Aït Ben Haddou, Ouarzazate, Morocco
About double the distance that we normally set |
A monster drive today but spectacular through some of the lower Atlas Mountains.
Geoff and Susan are travelling into Spain early April so we are planning to meet up again though I doubt they will be able to sustain the gift rate for the children as they have been very generous to date.
We drove through towns and areas obviously recently drenched but for the large part we dodged the worst of it. Through some of the towns it would appear that the bulk of the population are wandering across the road at any one time so in many cases twenty kilometres per hour seemed too fast. The open roads were good with the last few hours on sealed single carriageway in good condition with occasional monster potholes to crash through.

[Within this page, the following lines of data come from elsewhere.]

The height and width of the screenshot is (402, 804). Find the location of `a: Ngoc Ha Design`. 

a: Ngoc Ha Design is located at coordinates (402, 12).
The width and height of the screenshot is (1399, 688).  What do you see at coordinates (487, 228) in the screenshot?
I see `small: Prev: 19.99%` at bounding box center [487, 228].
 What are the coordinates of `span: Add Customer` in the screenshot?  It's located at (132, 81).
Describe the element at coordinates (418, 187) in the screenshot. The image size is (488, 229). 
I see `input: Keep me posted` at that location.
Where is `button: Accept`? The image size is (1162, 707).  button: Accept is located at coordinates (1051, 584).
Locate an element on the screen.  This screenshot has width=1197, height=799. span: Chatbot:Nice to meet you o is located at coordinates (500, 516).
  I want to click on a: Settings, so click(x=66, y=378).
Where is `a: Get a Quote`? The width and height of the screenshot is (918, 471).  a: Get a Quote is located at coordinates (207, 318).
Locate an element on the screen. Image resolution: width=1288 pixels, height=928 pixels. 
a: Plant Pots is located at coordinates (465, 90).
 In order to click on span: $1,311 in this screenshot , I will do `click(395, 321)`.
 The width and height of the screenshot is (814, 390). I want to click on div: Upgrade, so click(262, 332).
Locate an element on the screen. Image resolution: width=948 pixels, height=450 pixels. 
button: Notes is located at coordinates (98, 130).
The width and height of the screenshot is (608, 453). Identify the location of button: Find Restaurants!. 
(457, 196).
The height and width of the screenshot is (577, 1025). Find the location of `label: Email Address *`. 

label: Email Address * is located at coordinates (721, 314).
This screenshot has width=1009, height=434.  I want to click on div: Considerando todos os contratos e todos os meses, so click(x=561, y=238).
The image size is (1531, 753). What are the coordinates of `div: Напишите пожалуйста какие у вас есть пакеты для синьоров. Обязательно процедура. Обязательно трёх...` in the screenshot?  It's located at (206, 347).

At one of the passes we stopped at a deserted car park at the top so that the children could go to the toilet in the Giantavan and a man appeared out of a hut and beckoned us in. I went in first and he displayed in the dim interior a vast collection of impressive fossils and rocks and Geodes. He worked hard on me to buy a large Geode weighing many kilograms but in the end I purchased a cricket ball sized Geode for the one hundred durhams asked as it was less than ten euro. I think this must have embarrassed him as he insisted on our taking many gifts of other rocks and fossils. On arrival we had been greeted with the traditional French kiss and I had the same on departing however Jacqueline got nailed right on the smacker which left her less than impressed!